Keyshia Cole’s Woman to Woman Brings It Back to the Basics
Keyshia Cole's blood and guts are a welcome antidote to the passive, drained sorrow of 2012's wave of affluent indie-R&B.
The album's title explains the outlandish cover art idea more than the music itself. After such a radical change in strategy, this set hardly seems like the best choice. Keyshia Cole couldn't release an album without talking about her exes. Cole's remarkable abilities are shown to their fullest in her fifth studio album. Her voice is as full of feeling as ever, and the spurned-woman song is still her specialty; in Woman to Woman, she covers a broad spectrum of emotions, from mistrust to exasperation and wrath. Although he seldom speaks directly to female listeners, Cole nevertheless writes songs that will resonate with those who are female and have experienced heartbreak in a love relationship. As usual, deteriorating romantic connections are a hot topic.
The intricate songwriting of Get It Right, the storyline of the title track (in which Cole and Ashanti find out they're dating the same man and respond with sympathy and women's solidarity), and the flirtatious lightness of a touch of the-Dream's production of Hey Sexy, which marks a certain lightening of mood in the album's closing stages, all point to a newfound panache rather than a drastic change in style. Cole's captivating vocals are the album's strongest suit; on standout heartbreaker Trust and Believe, which begins with a rumble and fades into a dreamy ambiance thanks to reverberating finger snaps, Cole sings about an ex who dumped her for her best friend.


PROBLEM STATEMENT
In the records below, find the line containing "Zero in on <b>person</b>.", then print it and every following line exactly, through the last, without pictures.

TASK INPUT
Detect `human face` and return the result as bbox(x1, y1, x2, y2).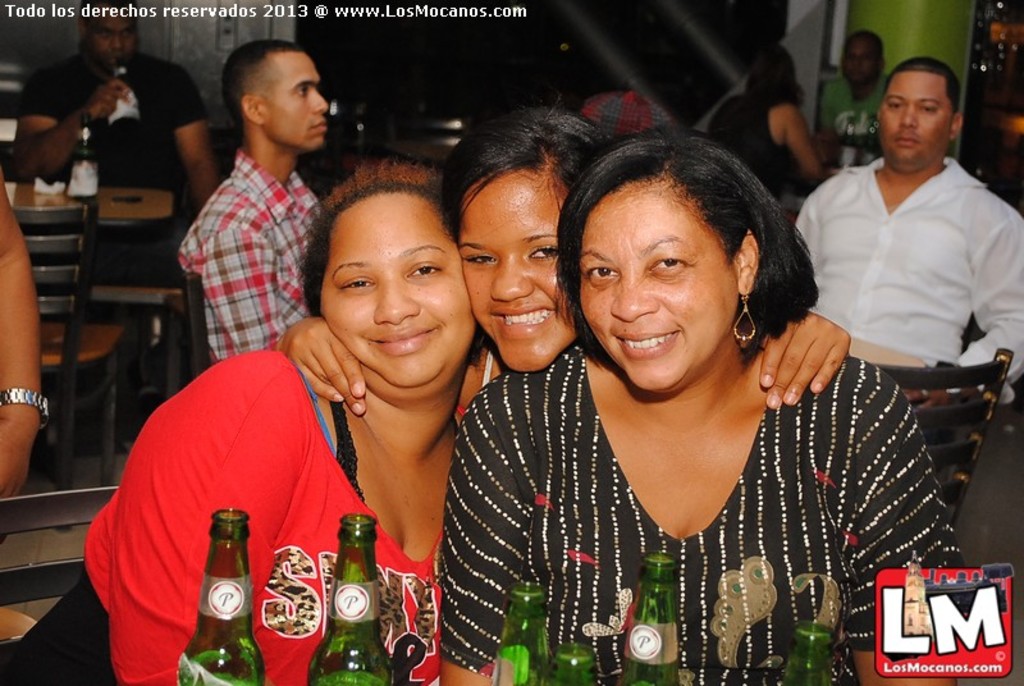
bbox(323, 193, 475, 401).
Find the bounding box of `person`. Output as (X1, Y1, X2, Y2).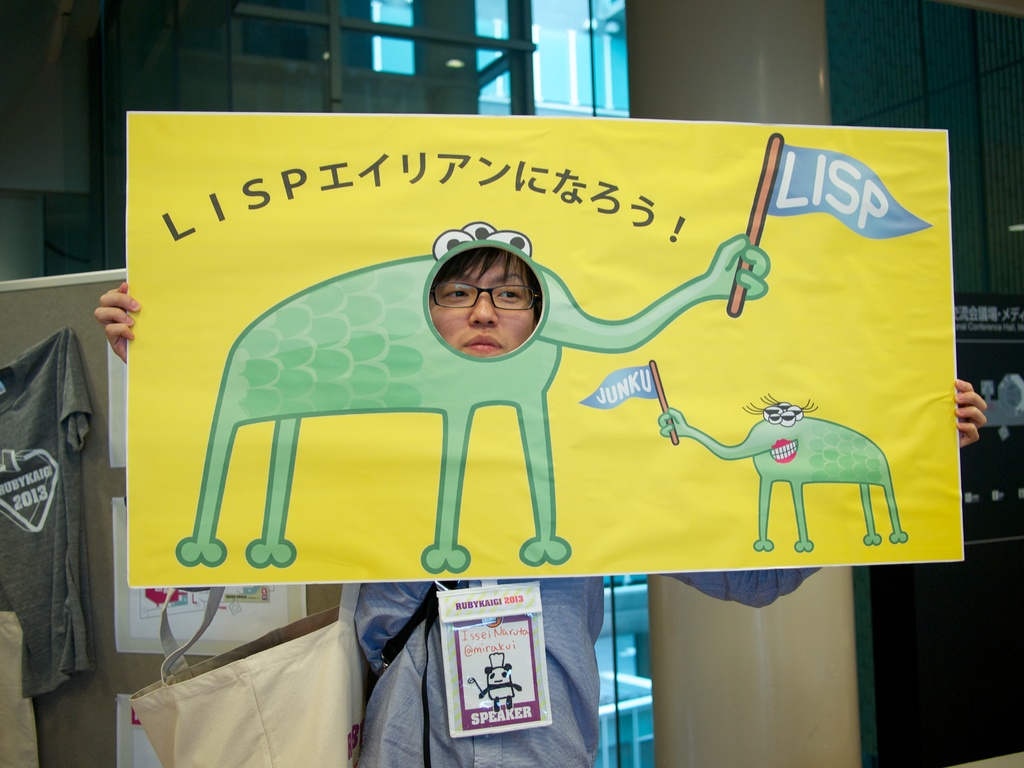
(89, 239, 992, 767).
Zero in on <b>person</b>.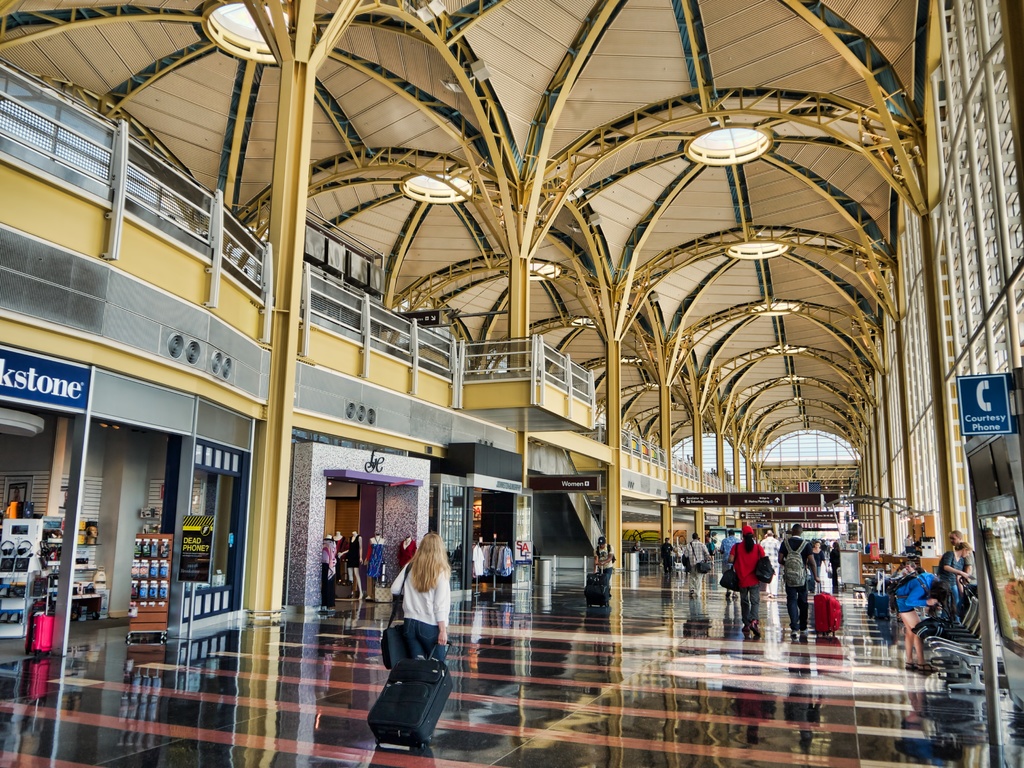
Zeroed in: left=721, top=525, right=743, bottom=598.
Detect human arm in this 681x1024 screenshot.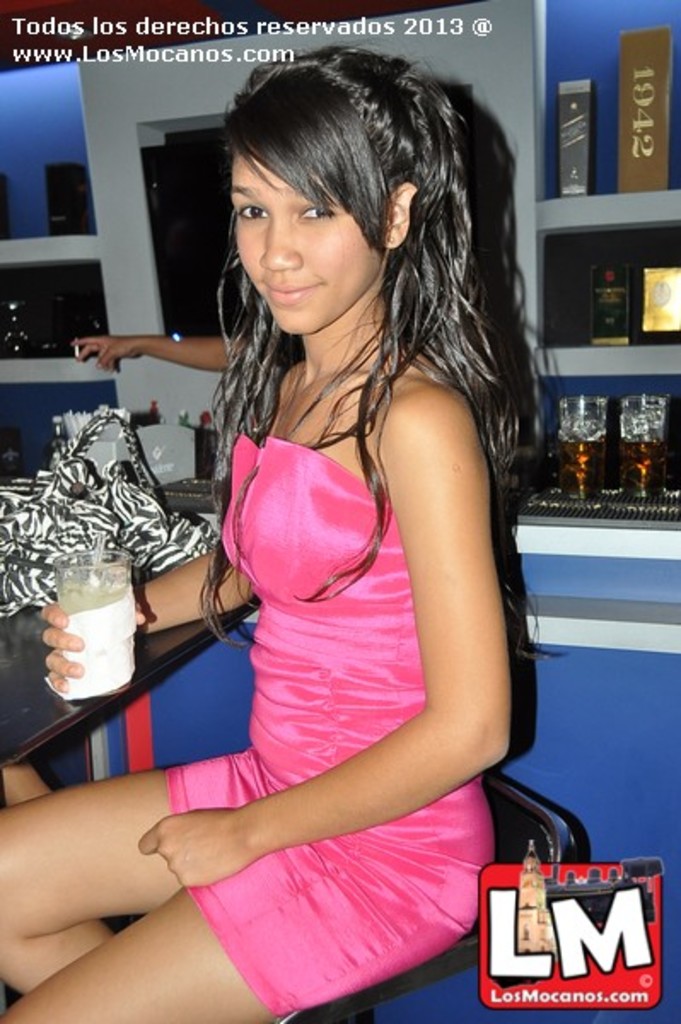
Detection: {"left": 68, "top": 324, "right": 268, "bottom": 382}.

SOLUTION TO THE PROBLEM
Zero in on <b>person</b>.
Zeroed in: left=721, top=525, right=743, bottom=598.
Detect human arm in this 681x1024 screenshot.
Detection: {"left": 68, "top": 324, "right": 268, "bottom": 382}.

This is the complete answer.